New York City discovers a revolutionary technology: the bin
AH NEW YORK, how it sparkles—from afar. Street level is a different experience. Smelly rubbish mounds create trash-fjords on city pavements, with buildings on one side and piles of black bin-bags on the other. New Yorkers know to lift their feet to avoid the garbage juice that leaks from the bags. Rats feed on the bags, startling even the hardiest citizens. For decades New York endured this, nay accepted it, but no more. A massive “containerisation programme” is under way. The piles of black bin-bags are being replaced by a technology new to the city: secure bins.
On October 11th Eric Adams, New York City’s mayor, and Jessica Tisch, his sanitation commissioner, announced that from autumn of 2024 buildings with nine or fewer residential units will be required to place all trash in secure containers. That will cover 765,000 buildings, or 95% of the city’s residential properties. It follows similar measures for commercial trash, which amounts to roughly 20m pounds (9m kg) a day, announced last month. Container rules for the city’s 40,000 food-related businesses, including restaurants, grocers and bodegas, were implemented over the summer. Altogether 70% of the city’s waste is heading into containers.
Containerisation is the norm for cities like Barcelona, Milan and Paris. Cities in South Korea and the Netherlands use submerged ones, something out of reach for New York, where the realm below the pavement is a crowded maze of sewage pipes, gas pipes, power cables, fibre optics and the subway. “We are playing a massive game of catch-up with the rest of the world,” says Ms Tisch. “New York City is not going to be the first city to containerise trash; we’re going to be one of the last.”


• _Try it_: If a picture appears among the records, leave it out and set down everything else exactly as it stands.

• _Available records_:
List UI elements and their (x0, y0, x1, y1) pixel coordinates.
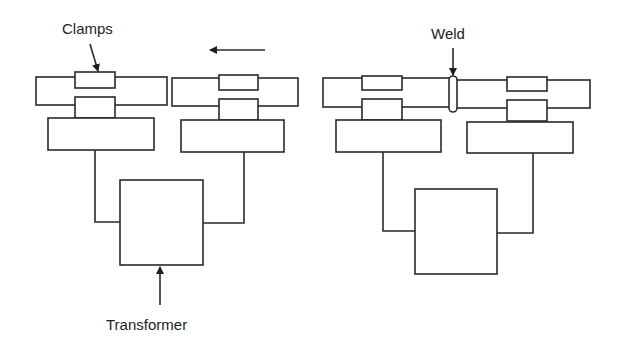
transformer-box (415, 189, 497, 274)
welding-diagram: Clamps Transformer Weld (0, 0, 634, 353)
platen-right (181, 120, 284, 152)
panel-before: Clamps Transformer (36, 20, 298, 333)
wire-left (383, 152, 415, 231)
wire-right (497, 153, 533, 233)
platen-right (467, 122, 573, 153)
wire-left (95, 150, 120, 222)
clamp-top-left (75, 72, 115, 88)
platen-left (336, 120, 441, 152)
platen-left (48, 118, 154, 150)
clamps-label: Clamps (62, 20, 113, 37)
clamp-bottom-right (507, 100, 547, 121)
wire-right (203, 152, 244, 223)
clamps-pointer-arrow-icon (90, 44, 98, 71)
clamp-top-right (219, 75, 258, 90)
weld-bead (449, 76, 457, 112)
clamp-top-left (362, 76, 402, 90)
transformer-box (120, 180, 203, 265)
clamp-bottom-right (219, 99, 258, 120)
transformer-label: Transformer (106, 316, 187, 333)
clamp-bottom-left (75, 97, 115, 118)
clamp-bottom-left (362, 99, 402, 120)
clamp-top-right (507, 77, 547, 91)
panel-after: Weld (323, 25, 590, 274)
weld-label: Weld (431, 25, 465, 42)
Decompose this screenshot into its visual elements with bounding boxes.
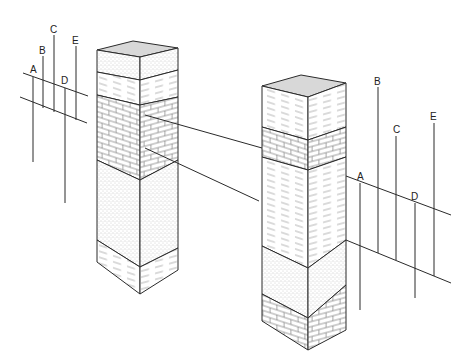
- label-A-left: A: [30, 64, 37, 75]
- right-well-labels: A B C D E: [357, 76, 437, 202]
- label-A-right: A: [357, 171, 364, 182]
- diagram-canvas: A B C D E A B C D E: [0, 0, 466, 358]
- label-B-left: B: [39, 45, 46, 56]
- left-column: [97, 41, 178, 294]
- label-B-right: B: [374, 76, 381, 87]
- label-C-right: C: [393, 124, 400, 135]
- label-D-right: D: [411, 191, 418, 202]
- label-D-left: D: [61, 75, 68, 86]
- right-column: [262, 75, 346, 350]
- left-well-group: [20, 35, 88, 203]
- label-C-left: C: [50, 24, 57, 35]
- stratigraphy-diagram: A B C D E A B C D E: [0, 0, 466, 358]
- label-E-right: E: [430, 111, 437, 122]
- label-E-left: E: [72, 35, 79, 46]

• _Result for this exercise_:
List UI elements and their (x0, y0, x1, y1) pixel coordinates.
transformer-box (415, 189, 497, 274)
welding-diagram: Clamps Transformer Weld (0, 0, 634, 353)
platen-right (181, 120, 284, 152)
panel-before: Clamps Transformer (36, 20, 298, 333)
wire-left (383, 152, 415, 231)
wire-right (497, 153, 533, 233)
platen-right (467, 122, 573, 153)
wire-left (95, 150, 120, 222)
clamp-top-left (75, 72, 115, 88)
platen-left (336, 120, 441, 152)
platen-left (48, 118, 154, 150)
clamps-label: Clamps (62, 20, 113, 37)
clamp-bottom-right (507, 100, 547, 121)
wire-right (203, 152, 244, 223)
clamps-pointer-arrow-icon (90, 44, 98, 71)
clamp-top-right (219, 75, 258, 90)
weld-bead (449, 76, 457, 112)
clamp-top-left (362, 76, 402, 90)
transformer-box (120, 180, 203, 265)
clamp-bottom-right (219, 99, 258, 120)
transformer-label: Transformer (106, 316, 187, 333)
clamp-bottom-left (75, 97, 115, 118)
clamp-bottom-left (362, 99, 402, 120)
clamp-top-right (507, 77, 547, 91)
panel-after: Weld (323, 25, 590, 274)
weld-label: Weld (431, 25, 465, 42)
Decompose this screenshot into its visual elements with bounding boxes.
- label-A-left: A: [30, 64, 37, 75]
- right-well-labels: A B C D E: [357, 76, 437, 202]
- label-A-right: A: [357, 171, 364, 182]
- diagram-canvas: A B C D E A B C D E: [0, 0, 466, 358]
- label-B-left: B: [39, 45, 46, 56]
- left-column: [97, 41, 178, 294]
- label-B-right: B: [374, 76, 381, 87]
- label-C-right: C: [393, 124, 400, 135]
- label-D-right: D: [411, 191, 418, 202]
- label-D-left: D: [61, 75, 68, 86]
- right-column: [262, 75, 346, 350]
- left-well-group: [20, 35, 88, 203]
- label-C-left: C: [50, 24, 57, 35]
- stratigraphy-diagram: A B C D E A B C D E: [0, 0, 466, 358]
- label-E-right: E: [430, 111, 437, 122]
- label-E-left: E: [72, 35, 79, 46]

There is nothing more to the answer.